The first sentence I heard walking into Mar Caribe’s rehearsal was “Have you seen the movie Ghost World?” Good start so far.

It was their last rehearsal before playing the Hideout tonight. Tom McGettrick, who runs the band while playing banjo or pedal steel, was discussing style influences with the horn section. Without hearing where the conversation led, I immediately started thinking of the wildly diverse collection of genres and styles the Ghost World soundtrack contains, trying to guess which song Tom was referring to. Apparently at every show they play the Bollywood dance number in that movie’s famous scene. Awesome.

Truth is, Mar Caribe’s material skips around so many genres that I wouldn’t mind hearing the band score a movie themselves.
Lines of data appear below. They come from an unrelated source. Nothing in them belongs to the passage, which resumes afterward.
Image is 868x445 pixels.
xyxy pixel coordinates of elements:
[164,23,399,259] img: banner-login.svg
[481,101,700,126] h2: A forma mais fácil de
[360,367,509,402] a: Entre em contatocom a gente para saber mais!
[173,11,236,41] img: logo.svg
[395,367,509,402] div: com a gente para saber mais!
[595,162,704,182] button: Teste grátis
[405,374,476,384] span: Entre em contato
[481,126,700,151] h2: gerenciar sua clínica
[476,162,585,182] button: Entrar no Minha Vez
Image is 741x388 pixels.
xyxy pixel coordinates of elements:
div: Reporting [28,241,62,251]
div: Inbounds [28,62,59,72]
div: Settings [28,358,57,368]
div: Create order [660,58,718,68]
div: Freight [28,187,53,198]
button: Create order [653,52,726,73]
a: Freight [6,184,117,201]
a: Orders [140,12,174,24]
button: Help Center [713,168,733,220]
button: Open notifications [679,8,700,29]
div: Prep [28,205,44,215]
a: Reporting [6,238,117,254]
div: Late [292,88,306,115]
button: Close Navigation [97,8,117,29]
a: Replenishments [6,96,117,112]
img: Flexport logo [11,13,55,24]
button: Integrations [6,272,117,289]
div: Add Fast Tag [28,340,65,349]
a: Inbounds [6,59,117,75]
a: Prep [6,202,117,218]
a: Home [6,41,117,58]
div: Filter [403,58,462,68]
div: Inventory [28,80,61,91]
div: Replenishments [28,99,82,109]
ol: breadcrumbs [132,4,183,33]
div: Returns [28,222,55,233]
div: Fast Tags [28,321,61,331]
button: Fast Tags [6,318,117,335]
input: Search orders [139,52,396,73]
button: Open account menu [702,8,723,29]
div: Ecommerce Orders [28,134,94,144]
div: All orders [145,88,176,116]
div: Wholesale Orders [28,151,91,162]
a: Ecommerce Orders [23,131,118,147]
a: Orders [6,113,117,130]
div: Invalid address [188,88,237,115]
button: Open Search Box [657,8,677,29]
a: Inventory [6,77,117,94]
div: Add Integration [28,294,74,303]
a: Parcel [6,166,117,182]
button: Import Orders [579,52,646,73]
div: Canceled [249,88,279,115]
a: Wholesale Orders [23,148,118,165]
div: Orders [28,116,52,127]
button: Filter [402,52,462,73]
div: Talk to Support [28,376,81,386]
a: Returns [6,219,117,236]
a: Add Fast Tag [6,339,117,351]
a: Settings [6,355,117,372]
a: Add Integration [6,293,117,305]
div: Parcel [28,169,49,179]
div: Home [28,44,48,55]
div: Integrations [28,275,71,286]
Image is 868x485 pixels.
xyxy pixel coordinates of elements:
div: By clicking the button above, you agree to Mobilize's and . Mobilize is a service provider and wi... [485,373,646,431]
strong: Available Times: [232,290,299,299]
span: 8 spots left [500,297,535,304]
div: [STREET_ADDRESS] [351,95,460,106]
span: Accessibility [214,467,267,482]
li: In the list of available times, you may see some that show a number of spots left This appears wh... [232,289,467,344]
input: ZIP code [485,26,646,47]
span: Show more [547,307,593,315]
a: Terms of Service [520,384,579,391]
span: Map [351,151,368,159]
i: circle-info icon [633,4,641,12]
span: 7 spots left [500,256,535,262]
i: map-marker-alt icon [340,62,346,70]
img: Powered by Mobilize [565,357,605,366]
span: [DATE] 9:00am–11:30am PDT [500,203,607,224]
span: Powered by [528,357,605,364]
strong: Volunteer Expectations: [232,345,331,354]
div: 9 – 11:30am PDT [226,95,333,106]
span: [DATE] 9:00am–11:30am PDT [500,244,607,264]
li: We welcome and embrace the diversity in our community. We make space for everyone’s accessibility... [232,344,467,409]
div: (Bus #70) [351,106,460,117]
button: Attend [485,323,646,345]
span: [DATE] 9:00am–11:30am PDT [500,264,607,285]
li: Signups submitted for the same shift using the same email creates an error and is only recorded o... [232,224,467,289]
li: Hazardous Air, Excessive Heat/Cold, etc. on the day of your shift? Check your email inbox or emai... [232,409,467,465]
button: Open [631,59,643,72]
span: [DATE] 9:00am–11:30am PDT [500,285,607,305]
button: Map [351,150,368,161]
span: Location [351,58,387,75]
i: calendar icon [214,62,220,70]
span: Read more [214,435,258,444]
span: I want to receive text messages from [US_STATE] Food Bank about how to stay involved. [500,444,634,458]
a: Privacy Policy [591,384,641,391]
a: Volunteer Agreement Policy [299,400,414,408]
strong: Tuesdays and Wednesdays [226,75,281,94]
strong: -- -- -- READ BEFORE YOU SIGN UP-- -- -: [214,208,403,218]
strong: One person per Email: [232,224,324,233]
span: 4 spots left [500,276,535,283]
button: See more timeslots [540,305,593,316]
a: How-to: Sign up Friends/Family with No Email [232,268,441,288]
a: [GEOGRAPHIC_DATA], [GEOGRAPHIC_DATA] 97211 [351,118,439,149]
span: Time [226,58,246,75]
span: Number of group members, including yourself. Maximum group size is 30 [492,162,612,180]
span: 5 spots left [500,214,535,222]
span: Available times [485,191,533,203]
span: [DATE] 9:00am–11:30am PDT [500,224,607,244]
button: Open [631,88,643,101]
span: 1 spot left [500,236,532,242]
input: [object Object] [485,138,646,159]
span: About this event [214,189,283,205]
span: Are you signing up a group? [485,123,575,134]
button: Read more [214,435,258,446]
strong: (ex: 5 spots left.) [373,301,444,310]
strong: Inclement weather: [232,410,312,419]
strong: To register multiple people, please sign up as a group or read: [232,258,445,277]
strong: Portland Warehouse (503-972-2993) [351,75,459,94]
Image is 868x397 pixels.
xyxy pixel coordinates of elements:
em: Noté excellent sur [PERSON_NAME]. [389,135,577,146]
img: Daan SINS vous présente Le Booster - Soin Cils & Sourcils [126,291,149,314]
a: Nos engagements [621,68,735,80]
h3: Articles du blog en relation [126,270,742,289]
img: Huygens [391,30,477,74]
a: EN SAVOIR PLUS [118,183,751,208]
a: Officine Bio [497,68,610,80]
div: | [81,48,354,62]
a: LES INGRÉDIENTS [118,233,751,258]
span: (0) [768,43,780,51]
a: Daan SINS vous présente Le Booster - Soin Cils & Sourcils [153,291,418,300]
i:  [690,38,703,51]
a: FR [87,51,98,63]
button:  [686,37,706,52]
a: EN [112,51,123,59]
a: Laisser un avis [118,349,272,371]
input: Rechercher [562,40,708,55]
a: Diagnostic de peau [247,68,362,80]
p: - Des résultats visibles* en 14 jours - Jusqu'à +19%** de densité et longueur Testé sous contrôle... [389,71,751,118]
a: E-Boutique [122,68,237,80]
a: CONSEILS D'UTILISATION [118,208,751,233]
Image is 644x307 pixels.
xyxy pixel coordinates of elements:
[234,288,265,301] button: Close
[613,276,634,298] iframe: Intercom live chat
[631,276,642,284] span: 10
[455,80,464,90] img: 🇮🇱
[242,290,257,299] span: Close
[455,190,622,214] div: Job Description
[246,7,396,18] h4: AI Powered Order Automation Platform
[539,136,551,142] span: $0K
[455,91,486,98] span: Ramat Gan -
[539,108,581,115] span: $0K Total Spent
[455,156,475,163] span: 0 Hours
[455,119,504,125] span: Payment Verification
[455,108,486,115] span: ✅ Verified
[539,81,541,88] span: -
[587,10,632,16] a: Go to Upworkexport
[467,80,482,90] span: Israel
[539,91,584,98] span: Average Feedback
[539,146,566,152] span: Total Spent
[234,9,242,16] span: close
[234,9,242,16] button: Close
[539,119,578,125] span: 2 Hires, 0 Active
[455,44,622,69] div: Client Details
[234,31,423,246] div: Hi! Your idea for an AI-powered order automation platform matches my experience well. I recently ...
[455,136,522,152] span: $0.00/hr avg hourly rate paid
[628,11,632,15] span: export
In their own words, the group sounds like “a dixieland band playing 60s surf, exotica, and Ennio Morricone songs with a dash of pedal-steel driven southwestern desert epics.” Whew. For those who don’t recognize Morricone’s name, you’ve probably heard his operatic western soundtracks while watching an armed Clint Eastwood stare down enemies in abandoned town squares.

What I heard in the rehearsal was rhythmically tight instrumentation led by a mash of influences and focused into smile-cracking, foot-tapping arrangements. The songs jump smoothly across borders and time zones, from the Wild West to New Orleans to Central and South America—sometimes in the same breath. Often my complaint with sheet-music-based performances like these is that they don’t feel organic enough. I think Mar Caribe avoids this pitfall with a surprising vibe of spontaneity and healthy disorder. It’s that well-proportioned blend of structure and improvisation that makes for such entertaining shows. Each of the members is well seasoned on their instruments and sure to impress. Personally, I plan on dancing up a storm at the Hideout, no matter what movie soundtrack I find myself in.

Mar Caribe plays the Hideout at 9 p.m. Tickets are $5 at the door. For info, hideoutchicago.com

Scott Standley is a contributing music critic to Chicago magazine.